Giants manager Bruce Bochy is as competitive as anyone in baseball, longtime pitcher Jake Peavy says, and over the next month, Bochy probably will have to make peace with the idea that one of his best players is going to be at heightened risk for injury in an exhibition put on by Major League Baseball.
But Bochy will relent and permit Buster Posey to catch in the All-Star Game, in which Posey will be exposed to finger-wrecking foul tips, the face-mask-slamming backswings of hitters, thumb-bending fastballs from pitchers like Noah Syndergaard, and, of course, the concussions that catchers absorb.
And that’s when Posey is merely fielding his position.

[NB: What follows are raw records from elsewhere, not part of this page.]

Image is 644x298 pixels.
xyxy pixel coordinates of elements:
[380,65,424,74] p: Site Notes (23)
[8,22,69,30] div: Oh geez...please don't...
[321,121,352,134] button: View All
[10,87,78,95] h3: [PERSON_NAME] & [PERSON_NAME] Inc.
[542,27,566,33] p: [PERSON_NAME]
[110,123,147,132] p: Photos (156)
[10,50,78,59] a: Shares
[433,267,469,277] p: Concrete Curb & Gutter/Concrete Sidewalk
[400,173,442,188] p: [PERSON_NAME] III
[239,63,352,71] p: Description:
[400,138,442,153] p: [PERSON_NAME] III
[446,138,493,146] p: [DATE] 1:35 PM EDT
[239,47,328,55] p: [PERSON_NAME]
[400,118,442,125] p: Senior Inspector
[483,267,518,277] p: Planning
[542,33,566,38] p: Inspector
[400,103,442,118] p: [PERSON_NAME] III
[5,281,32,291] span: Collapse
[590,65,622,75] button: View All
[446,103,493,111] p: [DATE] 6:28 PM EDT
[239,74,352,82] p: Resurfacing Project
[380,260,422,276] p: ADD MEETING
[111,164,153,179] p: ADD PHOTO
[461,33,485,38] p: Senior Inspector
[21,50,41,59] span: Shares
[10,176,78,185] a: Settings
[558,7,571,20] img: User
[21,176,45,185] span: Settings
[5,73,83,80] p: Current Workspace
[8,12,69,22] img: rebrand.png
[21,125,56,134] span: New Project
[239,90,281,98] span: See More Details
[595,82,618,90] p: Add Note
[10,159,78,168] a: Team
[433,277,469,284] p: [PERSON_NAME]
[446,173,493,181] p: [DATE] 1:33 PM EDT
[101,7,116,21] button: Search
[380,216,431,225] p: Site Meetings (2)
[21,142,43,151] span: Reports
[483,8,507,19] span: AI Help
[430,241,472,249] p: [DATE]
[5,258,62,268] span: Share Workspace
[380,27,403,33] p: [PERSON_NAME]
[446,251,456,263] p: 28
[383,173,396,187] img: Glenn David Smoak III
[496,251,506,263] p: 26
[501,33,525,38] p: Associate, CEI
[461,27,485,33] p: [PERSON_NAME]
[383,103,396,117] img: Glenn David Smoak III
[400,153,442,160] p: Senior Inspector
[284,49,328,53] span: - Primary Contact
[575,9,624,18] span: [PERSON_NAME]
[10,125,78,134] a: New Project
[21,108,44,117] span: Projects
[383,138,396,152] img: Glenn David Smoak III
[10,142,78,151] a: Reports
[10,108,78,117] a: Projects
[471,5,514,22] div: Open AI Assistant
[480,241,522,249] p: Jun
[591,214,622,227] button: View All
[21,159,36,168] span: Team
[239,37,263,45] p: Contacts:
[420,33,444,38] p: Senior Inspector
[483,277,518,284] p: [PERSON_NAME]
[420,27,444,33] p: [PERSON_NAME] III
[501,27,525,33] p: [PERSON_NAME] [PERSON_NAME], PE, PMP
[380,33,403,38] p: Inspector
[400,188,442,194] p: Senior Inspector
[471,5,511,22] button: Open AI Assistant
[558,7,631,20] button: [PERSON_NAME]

When Posey is batting, he could pull up lame running the bases, the way Hunter Pence did the other day, or maybe some pitcher will hit him, like when Matt Harvey smoked Robinson Cano on the knee in 2013.
It’s possible that when Clayton Kershaw pitches, he could get hit by a batted ball, the way Dizzy Dean did in the 1937 All-Star Game.
Sixty-eight of baseball’s best players will be selected for the All-Star Game, and along with the honor comes the possibility they will get hurt. The same dynamic will apply next spring, when dozens of players will leave their respective organizations to participate in the World Baseball Classic, and next winter, when some players will spend the offseason playing winter ball.
If Rule No. 1 of risk in sports is that you might lose, Rule 2 should be: You might get hurt.